Uprooted Palestinians are at the heart of the conflict in the M.E Palestinians uprooted by force of arms. Yet faced immense difficulties have survived, kept alive their history and culture, passed keys of family homes in occupied Palestine from one generation to the next.
The video I posted yesterday showing an Israeli soldier shooting a Palestinian in the head has gone viral in the past 24 hours or so, and even the mainstream media, including the Washington Post and Time Magazine, have been reporting the story.
The video shows a group of soldiers and medics standing around Abdul Sharif, lying prone and incapacitated on the street, with one of the soldiers stepping up and pumping a bullet into his head.
Sharif is the young man on the right in the above picture. Both he and Ramzi Aziz Qasrawi were killed yesterday after an alleged stabbing attack on an Israeli soldier. Both were 21 years old.
Yesterday, of course, was also Purim day celebration in Israel–the annual holiday event marking the massacre of thousands of Gentiles, as told in the Old Testament book of Esther. This is one aspect of the shooting of Sharif and Qasrawi that the mainstream media don’t seem to be mentioning, probably out of a deliberate desire to play it down.
The two men died in Hebron during the morning hours. Here is a video of the Purim celebration that took places on the streets of the same city later that day:
On the 24th March, Israeli settlers from the illegal settlements in occupied al-Khalil (Hebron) celebrated the holiday of ‘Purim’. The settlers marched through the Old City of al-Khalil, starting off from the spot where just a few hours before, Israeli forces gunned down two Palestinian youth and then executed one of them in cold blood.
In the morning, Israeli forces shot and severely injured two Palestinian youth in the Tel Rumeida neighbourhood and then left them lying on the ground seriously injured while Israeli medics were attending to a slightly injured Israeli soldier. Palestinian ambulances, that are not allowed to drive on this road that is only for settlers use, were prevented by Israeli forces from reaching the injured Palestinian youth. In a video published by B’Tselem, a soldier can clearly be seen shooting one of the youth in the head at point-blank range even though he is lying on the ground and is not posing a threat to anyone.
Only a few hours after this extrajudical execution, settlers started their joyous march, dressed up in costumes, with music blasting from a bus, dancing in the same spot where the two Palestinians were murdered in cold blood.
Purim customarily involves excessive consumption of alcohol, and according to areporton Mondoweiss, a large number of Israelis took over Hebron’s Ibrahimi Mosque at one point and began using its loudspeakers to sing racist songs calling for the expulsion of Palestinians from the city.
The mainstream media are reporting that the soldier who executed Sharif has been arrested, and an Israeli general has attempted, somewhat ludicrously, to portray the whole thing as some sort of stunning aberration.
Perhaps Almoz hasn’t heard the news that Israel is a sick society, as confessed by the country’s own president.
For most of us, I guess, it would be hard to conceive of a country where people are left to bleed on the street as being anything other than a sick society, and as one writer put it, “Maybe even worse than the murder itself is the fact that no one in the vicinity seems at all moved by it.”
Ma’an News is reporting today that the Palestinian cameraman who shot the video footage of Sharif’s execution has now found himself the target of threats and harassment.
Israeli settlers on Friday gathered outside the home of a human rights worker in Hebron to hurl abuse at him, a day after he captured on camera an Israeli soldier’s killing of a wounded Palestinian that has sparked international outcry.
Imad Abu Shamsiya, a staff member with Israeli human rights group B’Tselem, told Ma’an after settlers threatened him: “I now fear for my life and the life of my family. I’m afraid they might attack my house and do me harm.”
He added that he fears the possibility of suffering the same fate as the Dawabsha family, who were killed in an arson attack committed by settlers last year in the village of Duma in the occupied West Bank.
It’s unlikely that things in Israel are going to change until some “outside force” puts a stop to it, as author E. Michael Jones put it in this interview with Press TV last December. Jones’ words are well worth reflecting upon. As he sees it, the Israelis are in a “rebellion against reason.”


Problem to work on — Would you find each line in the entries below with the string "Phone" and copy it?

Dataset content —

= = = = =

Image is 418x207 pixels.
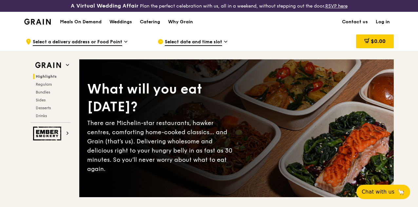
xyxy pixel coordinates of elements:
img: Grain [24,19,51,25]
span: Chat with us [362,188,395,196]
a: Weddings [106,12,136,32]
span: Select a delivery address or Food Point [33,39,122,46]
span: Select date and time slot [165,39,222,46]
button: Chat with us🦙 [357,184,410,199]
span: $0.00 [371,38,386,44]
span: Desserts [36,106,51,110]
h1: Meals On Demand [60,19,102,25]
span: Bundles [36,90,50,94]
span: Regulars [36,82,52,87]
a: Catering [136,12,164,32]
span: Drinks [36,113,47,118]
img: Ember Smokery web logo [33,126,63,140]
span: Highlights [36,74,57,79]
div: Why Grain [168,12,193,32]
div: There are Michelin-star restaurants, hawker centres, comforting home-cooked classics… and Grain (... [87,118,237,173]
div: Plan the perfect celebration with us, all in a weekend, without stepping out the door. [70,3,349,9]
a: RSVP here [325,3,348,9]
img: Grain web logo [33,59,63,71]
span: 🦙 [397,188,405,196]
a: Contact us [338,12,372,32]
div: Weddings [109,12,132,32]
div: What will you eat [DATE]? [87,80,237,116]
a: GrainGrain [24,11,51,31]
a: Log in [372,12,394,32]
span: Sides [36,98,46,102]
h3: A Virtual Wedding Affair [71,3,139,9]
div: Catering [140,12,160,32]
a: Why Grain [164,12,197,32]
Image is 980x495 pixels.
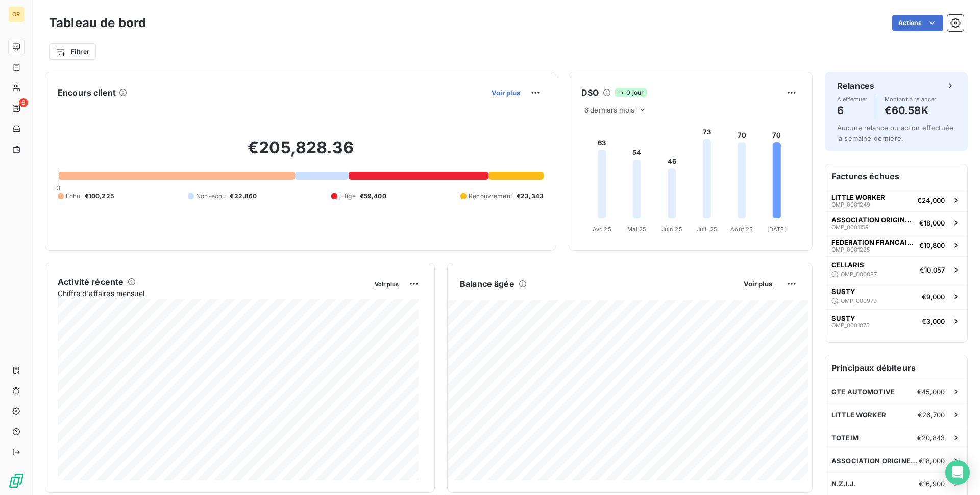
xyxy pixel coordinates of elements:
span: Recouvrement [468,192,513,201]
tspan: Juin 25 [662,225,682,232]
span: N.Z.I.J. [832,479,856,487]
span: TOTEIM [832,433,859,441]
img: Logo LeanPay [8,472,24,488]
span: 0 [56,183,60,192]
span: €18,000 [919,456,945,464]
span: Aucune relance ou action effectuée la semaine dernière. [837,124,954,142]
span: CELLARIS [832,260,865,269]
span: Voir plus [375,281,399,287]
span: Voir plus [744,280,773,287]
span: €9,000 [922,292,945,301]
div: Open Intercom Messenger [945,460,970,485]
h6: Encours client [57,86,115,99]
button: CELLARISOMP_000887€10,057 [826,256,968,283]
span: OMP_000887 [841,271,877,277]
span: OMP_0001075 [832,322,870,328]
span: €3,000 [922,317,945,325]
button: Voir plus [489,88,524,97]
h6: Activité récente [57,275,124,287]
div: OR [8,7,24,23]
span: ASSOCIATION ORIGINE FRANCE GARANTIE [832,456,919,464]
span: €23,343 [516,192,544,201]
tspan: Août 25 [730,225,753,232]
button: SUSTYOMP_0001075€3,000 [826,309,968,332]
tspan: [DATE] [768,225,787,232]
span: Échu [66,192,81,201]
h6: Balance âgée [460,277,514,289]
h4: 6 [837,102,868,118]
button: FEDERATION FRANCAISE DE TENNISOMP_0001225€10,800 [826,234,968,256]
span: OMP_0001249 [832,201,870,208]
span: €100,225 [84,192,114,201]
span: SUSTY [832,287,856,295]
span: OMP_0001225 [832,246,870,253]
span: €20,843 [917,433,945,441]
button: Voir plus [372,279,402,288]
tspan: Mai 25 [627,225,647,232]
button: Voir plus [741,279,775,288]
span: €59,400 [360,192,387,201]
h6: DSO [582,86,599,99]
span: OMP_0001159 [832,224,869,230]
span: À effectuer [837,96,868,102]
button: Actions [893,15,943,31]
span: €10,800 [920,241,945,249]
h4: €60.58K [885,102,937,118]
span: 6 [19,98,28,107]
h6: Relances [837,80,875,92]
span: Voir plus [492,88,520,97]
span: €16,900 [919,479,945,487]
span: €45,000 [917,387,945,395]
span: ASSOCIATION ORIGINE FRANCE GARANTIE [832,216,915,224]
span: Non-échu [196,192,225,201]
span: €10,057 [920,266,945,274]
span: €24,000 [917,196,945,205]
span: Montant à relancer [885,96,937,102]
h3: Tableau de bord [49,14,146,32]
span: GTE AUTOMOTIVE [832,387,896,395]
span: LITTLE WORKER [832,410,886,418]
h6: Principaux débiteurs [826,355,968,379]
button: SUSTYOMP_000979€9,000 [826,283,968,309]
button: LITTLE WORKEROMP_0001249€24,000 [826,189,968,211]
span: OMP_000979 [841,298,877,303]
h6: Factures échues [826,164,968,189]
span: Litige [340,192,356,201]
button: Filtrer [49,43,96,60]
span: 6 derniers mois [585,106,635,114]
span: €26,700 [918,410,945,418]
span: SUSTY [832,314,856,322]
span: Chiffre d'affaires mensuel [57,287,368,299]
span: €22,860 [230,192,257,201]
span: 0 jour [615,88,647,97]
span: €18,000 [920,219,945,227]
button: ASSOCIATION ORIGINE FRANCE GARANTIEOMP_0001159€18,000 [826,211,968,234]
span: LITTLE WORKER [832,193,885,201]
span: FEDERATION FRANCAISE DE TENNIS [832,238,915,246]
tspan: Juil. 25 [697,225,717,232]
tspan: Avr. 25 [593,225,612,232]
h2: €205,828.36 [57,137,544,168]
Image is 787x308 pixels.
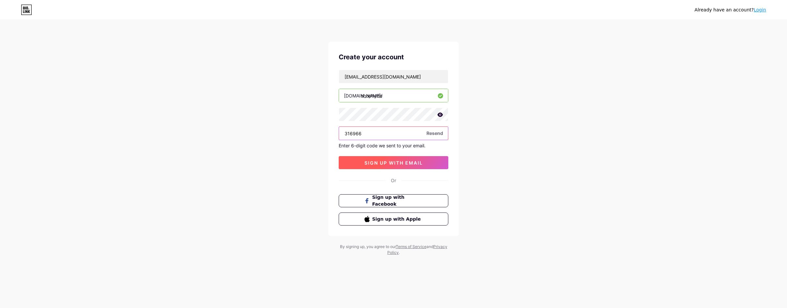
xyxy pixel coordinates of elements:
[754,7,766,12] a: Login
[339,127,448,140] input: Paste login code
[339,156,448,169] button: sign up with email
[339,194,448,207] button: Sign up with Facebook
[339,70,448,83] input: Email
[338,244,449,256] div: By signing up, you agree to our and .
[339,52,448,62] div: Create your account
[695,7,766,13] div: Already have an account?
[391,177,396,184] div: Or
[344,92,382,99] div: [DOMAIN_NAME]/
[426,130,443,137] span: Resend
[372,194,423,208] span: Sign up with Facebook
[339,143,448,148] div: Enter 6-digit code we sent to your email.
[364,160,423,166] span: sign up with email
[339,89,448,102] input: username
[372,216,423,223] span: Sign up with Apple
[339,213,448,226] button: Sign up with Apple
[396,244,426,249] a: Terms of Service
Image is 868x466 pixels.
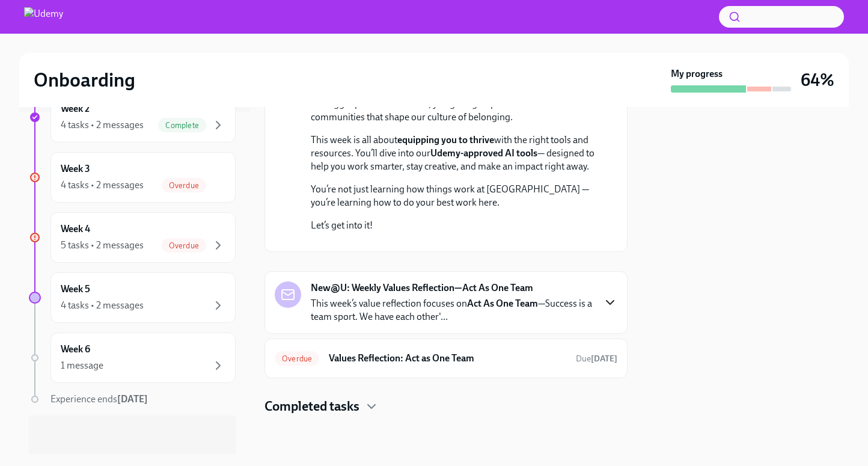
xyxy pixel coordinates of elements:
div: 4 tasks • 2 messages [61,299,143,312]
h6: Week 5 [61,282,90,296]
a: Week 34 tasks • 2 messagesOverdue [29,152,236,203]
strong: New@U: Weekly Values Reflection—Act As One Team [311,282,534,294]
span: September 16th, 2025 10:00 [576,353,618,364]
span: Overdue [275,355,320,363]
div: 5 tasks • 2 messages [61,239,143,252]
a: OverdueValues Reflection: Act as One TeamDue[DATE] [275,349,618,368]
p: This week is all about with the right tools and resources. You’ll dive into our — designed to hel... [311,134,598,173]
div: 1 message [61,359,103,372]
strong: My progress [671,68,722,80]
span: Due [576,354,618,363]
p: This week’s value reflection focuses on —Success is a team sport. We have each other'... [311,297,594,323]
h6: Values Reflection: Act as One Team [329,352,566,365]
strong: Udemy-approved AI tools [430,147,537,159]
p: You’re not just learning how things work at [GEOGRAPHIC_DATA] — you’re learning how to do your be... [311,183,598,210]
img: Udemy [24,7,63,27]
a: Week 24 tasks • 2 messagesComplete [29,92,236,143]
span: Overdue [162,181,207,190]
a: Week 45 tasks • 2 messagesOverdue [29,213,236,263]
h4: Completed tasks [265,398,360,415]
span: Overdue [162,241,207,250]
strong: Act As One Team [467,297,538,309]
h6: Week 4 [61,222,90,236]
div: 4 tasks • 2 messages [61,118,143,132]
strong: equipping you to thrive [398,134,494,146]
span: Experience ends [51,393,148,404]
h2: Onboarding [33,68,135,92]
strong: [DATE] [117,393,148,404]
div: 4 tasks • 2 messages [61,178,143,192]
h6: Week 6 [61,343,90,356]
h3: 64% [801,69,835,91]
h6: Week 3 [61,162,90,175]
strong: [DATE] [591,354,618,363]
a: Week 54 tasks • 2 messages [29,272,236,323]
a: Week 61 message [29,332,236,383]
p: Let’s get into it! [311,219,598,232]
h6: Week 2 [61,103,90,115]
div: Completed tasks [265,398,628,415]
span: Complete [158,121,207,130]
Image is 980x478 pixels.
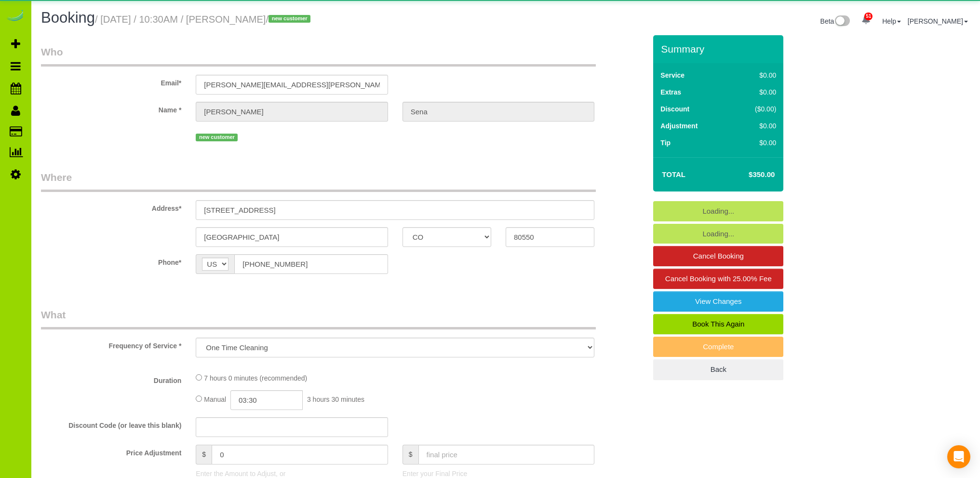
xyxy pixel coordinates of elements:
[660,121,697,130] label: Adjustment
[734,70,776,80] div: $0.00
[419,444,595,464] input: final price
[734,137,776,148] div: $0.00
[907,17,968,25] a: [PERSON_NAME]
[204,395,226,403] span: Manual
[196,102,387,122] input: First Name*
[947,445,970,468] div: Open Intercom Messenger
[402,102,594,122] input: Last Name*
[653,269,783,289] a: Cancel Booking with 25.00% Fee
[734,104,776,114] div: ($0.00)
[653,359,783,380] a: Back
[661,44,779,55] h3: Summary
[34,372,188,385] label: Duration
[234,254,387,274] input: Phone*
[661,170,686,178] strong: Total
[719,170,775,179] h4: $350.00
[41,9,95,26] span: Booking
[196,134,237,141] span: new customer
[660,104,689,114] label: Discount
[34,444,188,458] label: Price Adjustment
[34,200,188,213] label: Address*
[820,17,850,25] a: Beta
[41,308,596,329] legend: What
[307,395,365,403] span: 3 hours 30 minutes
[660,70,684,80] label: Service
[34,417,188,430] label: Discount Code (or leave this blank)
[5,9,25,23] img: Automaid Logo
[734,121,776,130] div: $0.00
[660,87,681,97] label: Extras
[834,16,850,28] img: New interface
[34,337,188,351] label: Frequency of Service *
[204,374,307,382] span: 7 hours 0 minutes (recommended)
[653,246,783,266] a: Cancel Booking
[265,14,313,24] span: /
[734,87,776,97] div: $0.00
[34,75,188,87] label: Email*
[882,17,900,25] a: Help
[269,15,310,23] span: new customer
[653,314,783,334] a: Book This Again
[665,274,772,283] span: Cancel Booking with 25.00% Fee
[857,9,875,30] a: 51
[41,45,596,66] legend: Who
[196,227,387,247] input: City*
[34,102,188,115] label: Name *
[864,12,872,20] span: 51
[402,444,419,464] span: $
[660,137,670,148] label: Tip
[196,444,212,464] span: $
[95,14,313,24] small: / [DATE] / 10:30AM / [PERSON_NAME]
[41,170,596,192] legend: Where
[196,75,387,95] input: Email*
[653,291,783,312] a: View Changes
[505,227,594,247] input: Zip Code*
[34,254,188,267] label: Phone*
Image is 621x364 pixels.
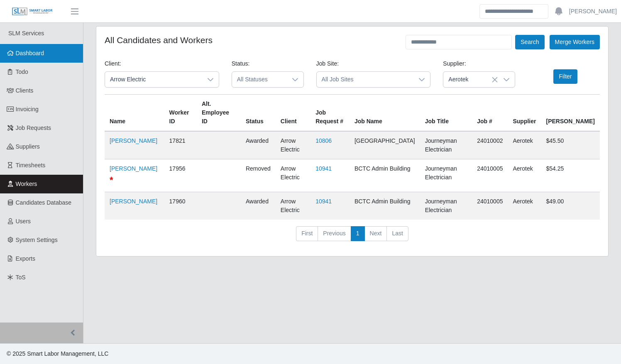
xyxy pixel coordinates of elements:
td: removed [241,159,276,192]
th: Job # [472,95,508,131]
th: Job Name [350,95,420,131]
input: Search [479,4,548,19]
label: Client: [104,59,121,68]
th: Name [104,95,164,131]
a: [PERSON_NAME] [109,198,158,204]
a: 10941 [315,198,331,204]
h4: All Candidates and Workers [104,35,212,45]
th: Client [276,95,310,131]
td: Journeyman Electrician [420,131,472,159]
td: $49.00 [541,192,600,220]
th: Alt. Employee ID [197,95,241,131]
span: Candidates Database [16,199,72,206]
span: SLM Services [8,30,44,36]
a: 10806 [315,137,331,144]
a: 1 [351,226,365,241]
td: 17821 [164,131,197,159]
th: Worker ID [164,95,197,131]
a: [PERSON_NAME] [109,137,158,144]
td: 17956 [164,159,197,192]
td: awarded [241,131,276,159]
span: Todo [16,69,28,75]
button: Merge Workers [549,35,600,50]
button: Filter [553,69,577,84]
span: Clients [16,87,34,94]
td: Aerotek [508,131,541,159]
span: Suppliers [16,143,40,150]
label: Status: [231,59,250,68]
td: Arrow Electric [276,159,310,192]
td: $45.50 [541,131,600,159]
a: [PERSON_NAME] [109,165,158,171]
img: SLM Logo [12,7,53,16]
th: Job Request # [310,95,350,131]
span: DO NOT USE [109,174,113,185]
span: Arrow Electric [105,71,202,87]
span: Dashboard [16,50,45,56]
label: Job Site: [316,59,339,68]
td: Aerotek [508,159,541,192]
td: 24010005 [472,159,508,192]
span: Workers [16,180,37,187]
td: $54.25 [541,159,600,192]
th: Status [241,95,276,131]
span: ToS [16,274,26,280]
span: Users [16,218,31,225]
span: Job Requests [16,125,52,131]
a: [PERSON_NAME] [569,7,617,16]
th: Job Title [420,95,472,131]
th: [PERSON_NAME] [541,95,600,131]
span: All Job Sites [317,71,414,87]
th: Supplier [508,95,541,131]
td: 24010002 [472,131,508,159]
span: System Settings [16,236,58,243]
nav: pagination [104,226,600,248]
td: Arrow Electric [276,192,310,220]
span: Timesheets [16,162,46,169]
span: Invoicing [16,106,39,112]
span: All Statuses [232,71,287,87]
span: Aerotek [443,71,498,87]
td: Arrow Electric [276,131,310,159]
td: BCTC Admin Building [350,192,420,220]
span: © 2025 Smart Labor Management, LLC [7,350,108,357]
td: 24010005 [472,192,508,220]
td: awarded [241,192,276,220]
button: Search [515,35,544,50]
td: Journeyman Electrician [420,159,472,192]
td: BCTC Admin Building [350,159,420,192]
label: Supplier: [443,59,466,68]
td: Aerotek [508,192,541,220]
td: Journeyman Electrician [420,192,472,220]
td: 17960 [164,192,197,220]
a: 10941 [315,165,331,171]
td: [GEOGRAPHIC_DATA] [350,131,420,159]
span: Exports [16,255,35,262]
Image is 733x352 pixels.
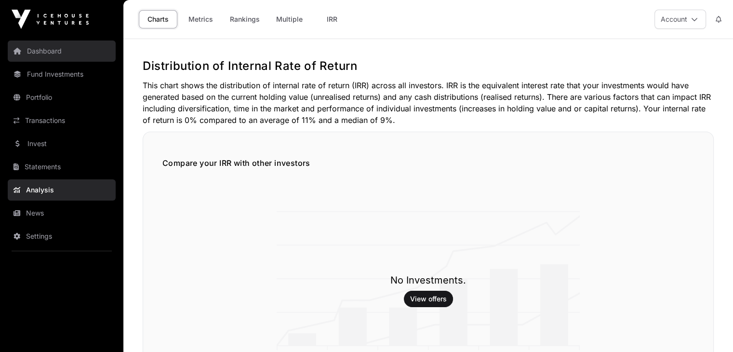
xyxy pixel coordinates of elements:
span: View offers [410,294,447,304]
a: Analysis [8,179,116,200]
button: View offers [404,291,453,307]
a: Dashboard [8,40,116,62]
a: Rankings [224,10,266,28]
a: News [8,202,116,224]
a: Charts [139,10,177,28]
a: Fund Investments [8,64,116,85]
a: Settings [8,226,116,247]
a: Multiple [270,10,309,28]
iframe: Chat Widget [685,306,733,352]
button: Account [654,10,706,29]
h1: No Investments. [390,273,466,287]
p: This chart shows the distribution of internal rate of return (IRR) across all investors. IRR is t... [143,80,714,126]
h5: Compare your IRR with other investors [162,157,694,169]
img: Icehouse Ventures Logo [12,10,89,29]
a: IRR [313,10,351,28]
a: Invest [8,133,116,154]
a: Metrics [181,10,220,28]
h2: Distribution of Internal Rate of Return [143,58,714,74]
a: Statements [8,156,116,177]
a: Transactions [8,110,116,131]
a: Portfolio [8,87,116,108]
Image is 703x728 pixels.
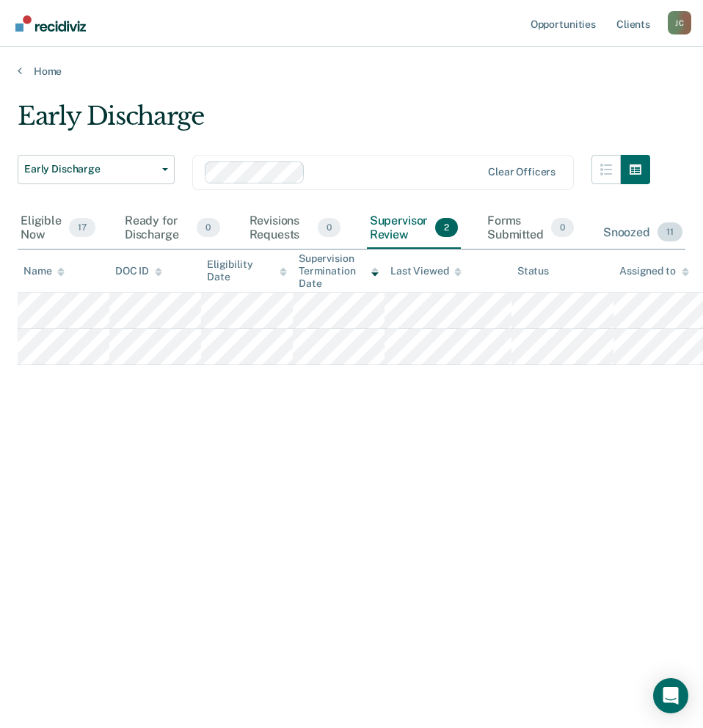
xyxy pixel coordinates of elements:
span: 11 [658,222,682,242]
span: 0 [551,218,574,237]
div: Forms Submitted0 [484,208,577,249]
div: J C [668,11,691,34]
div: Status [518,265,549,278]
img: Recidiviz [15,15,86,32]
div: Eligibility Date [207,258,287,284]
span: 17 [69,218,96,237]
div: Eligible Now17 [18,208,98,249]
div: Ready for Discharge0 [122,208,223,249]
span: Early Discharge [24,163,156,175]
div: Snoozed11 [600,216,685,249]
div: Open Intercom Messenger [653,678,688,713]
div: DOC ID [115,265,162,278]
button: Early Discharge [18,155,174,185]
span: 0 [318,218,341,237]
div: Assigned to [619,265,688,278]
div: Clear officers [488,166,555,179]
div: Name [23,265,65,278]
div: Supervision Termination Date [299,253,378,289]
span: 2 [435,218,458,237]
div: Revisions Requests0 [247,208,343,249]
div: Last Viewed [390,265,461,278]
button: Profile dropdown button [668,11,691,34]
span: 0 [196,218,220,237]
a: Home [18,65,685,78]
div: Supervisor Review2 [367,208,460,249]
div: Early Discharge [18,102,650,144]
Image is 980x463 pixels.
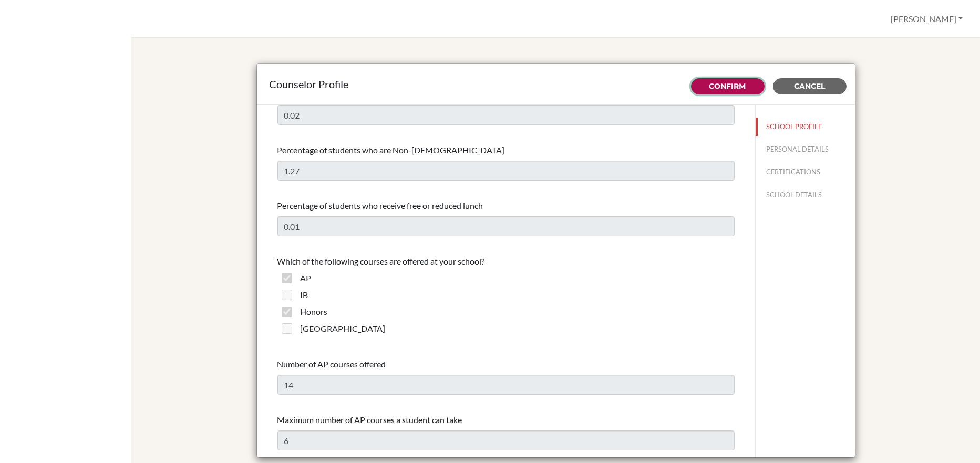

= = = = =

Written solution —
[234,254,387,274] input: Phone*
[34,254,188,267] label: Phone*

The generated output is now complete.